The Right Prescription

Are you, or somebody you know, prescribed antipsychotic medication for dementia? Then ask your GP or clinician about a medication review, to check you are on the right prescription.

to get the

Right Prescription With all of us in mind

What is this booklet about? People with dementia may develop mood disorders such as depression, behavioural problems such as restlessness or aggression, or psychiatric problems such as psychosis (delusions and hallucinations). This booklet describes the different types of medicines that may be prescribed to treat these problems. It is important to try to understand and address the causes that may have triggered a person’s problems. However, when behavioural or psychiatric problems are severe, extremely distressing, or causing risk to the person or others, and if psychological treatments have not worked, it may be necessary to prescribe medication. The treatment of depression is slightly different, as depression has a major impact on people’s functioning and quality of life. Mild depression can be treated with psychological treatments, but more severe clinically significant depression should be treated with antidepressant medication.

When should medicines be used?

What do medicine names mean?

Medicines should be avoided unless they are really necessary.

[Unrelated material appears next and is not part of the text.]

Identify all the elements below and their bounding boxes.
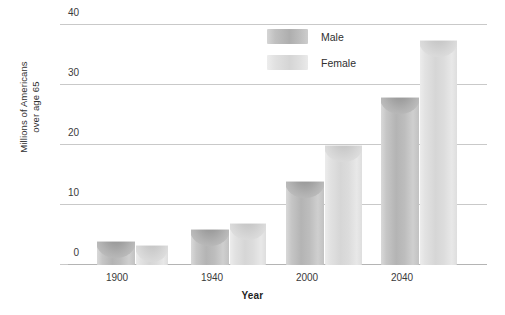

Before any of the medicines mentioned in this booklet are prescribed, it is essential to ensure that the person with dementia is physically healthy, comfortable and well cared for.

All medicines have at least two names - a generic name, which identifies the substance, and a proprietary (trade) name, which may vary depending upon the company that manufactured it. (For example, Aricept is the trade name for the Alzheimer’s medicine donepezil hydrochloride.) This booklet uses generic names, but the section ‘Commonly prescribed medicines’, later in the booklet, lists medicines in common use, giving both the generic and proprietary names.

Whenever possible, the person should be helped to lead an active life, with interesting and stimulating daily activities. In this way it is often possible to avoid the use of medicines altogether. Some problems should always be treated, including:

Speak to your GP or clinician for more information and a review of your medication.

• pain, and any underlying medical conditions (such as infections), as these can often cause or worsen behavioural problems. •

Find out more about The Right Prescription campaign at www.southwestyorkshire.nhs.uk/ prescription

problems with eyesight or related medical problems, such as cataracts, as these can contribute to the development of visual hallucinations and can increase their vulnerability.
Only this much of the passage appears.